Like Seven Pines, Burntisland involved the post-merger valuation under BCL Section 623 of a dissenter’s small interest in a realty holding company — this time an LLC — that owns a 4-story, landmarked building leased to a private arts club under a long-term, triple net lease. The company’s business appraiser applied a 20% DLOM. The dissenter’s business appraiser opined that the DLOM range should be 0% to 6.9%.

The judge’s opinion, as in Seven Pines, devoted only two sentences, including a vague reference to “relevant case law,” to its determination of a 16% DLOM, a figure proposed by neither party but which coincidentally or not — I strongly suspect not — matches the 16% DLOM applied by the First Department in Giaimo.

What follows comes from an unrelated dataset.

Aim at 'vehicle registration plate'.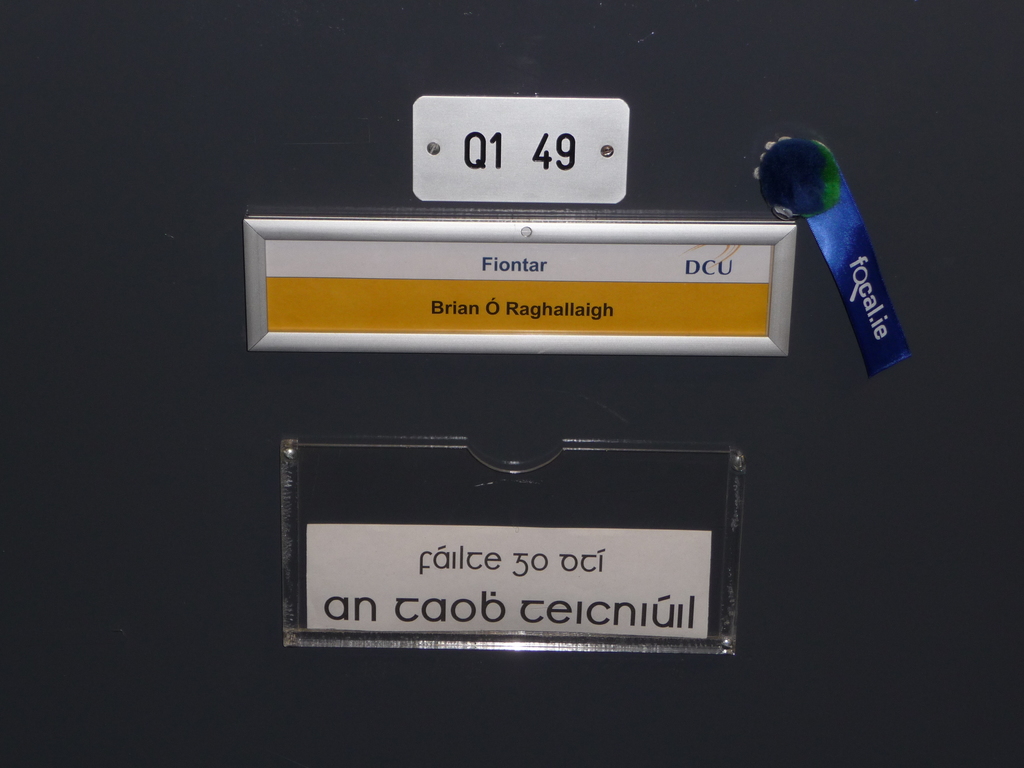
Aimed at 442:95:600:189.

Here’s what the court wrote:

Based on the arguments presented and the relevant case law, the court determines that a DLOM of 16% is appropriate in this case. Here, the court is persuaded by [the company’s] arguments in favor of a DLOM, however, the court determines that 16%, instead of 20%, more accurately reflects the appropriate discount commensurate with the lack of the public market for a private LLC of this type.

Second Department: Kassab

Since Chiu in 2015 the Second Department has not had occasion to revisit the application of DLOM to realty holding companies in fair value proceedings. Chiu‘s influence nonetheless made itself felt in at least one recent trial court decision previously featured on this blog, namely, the Kassab case decided last August involving a fair value determination of minority interests in two realty holding entities, one a corporation and the other an LLC.

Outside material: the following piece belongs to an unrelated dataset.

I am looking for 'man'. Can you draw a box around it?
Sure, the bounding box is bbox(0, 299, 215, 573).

The valuation argued by the respondent majority owner in Kassab included a 25% DLOM. That of the petitioning minority owner — who relied on the expert report of Chris Mercer, the same expert used by the petitioner in Chiu — excluded a DLOM. The court sided with the petitioner and adopted Mr. Mercer’s rationale that there should be no DLOM “since the companies were real-estate holding companies, whose valuation already relies upon market exposure.”

Reconciliation is Needed

I am an agnostic on the heated subject of DLOM, both as matters of public policy and appraisal doctrine. When representing a client in a fair value proceeding whose interest lies on either side of the issue, I will advocate as forcefully as I can utilizing the case precedents and appraisal theories that favor my client’s position and distinguishing those that don’t. That’s a lawyer’s job. The rest is up to the courts and perhaps the legislature if it ever sees fit to tackle a statutory definition of fair value.

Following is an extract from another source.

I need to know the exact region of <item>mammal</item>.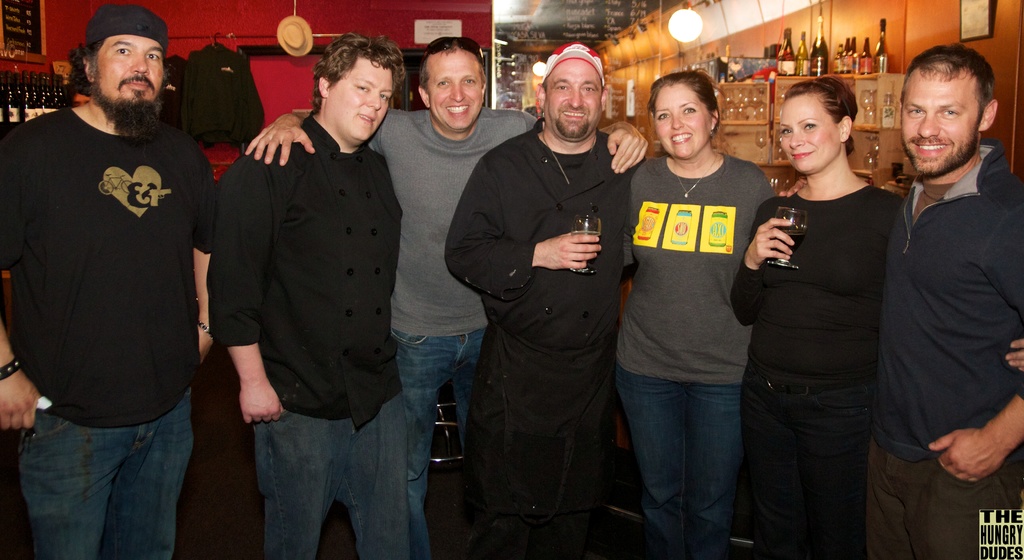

Some day, perhaps, some litigant will bring a case in the Court of Appeals asking it to reconsider wholesale its 1995 decision in Friedman v Beway Realty permitting courts to apply a marketability discount in fair value proceedings, that is, regardless of the nature of the entity and assets being valued.

In the meantime, there’s something discomfiting about the notion that the owner of an interest in a real estate holding company with property in Manhattan or the Bronx, comprising the First Department, should incur a substantial marketability discount that would not be incurred by an identically situated owner of a realty holding company with property in any of the ten counties comprising the Second Department (Brooklyn, Queens, Richmond, Nassau, Suffolk, Westchester, Dutchess, Putnam, Orange and Rockland).

Again, I’m not suggesting that either of the Second Department or First Department got it right or wrong. I’m only highlighting the pressing need for convergence of the disparate positions so as to bring uniformity to our fair value jurisprudence in a large sub-universe of cases involving realty holding companies.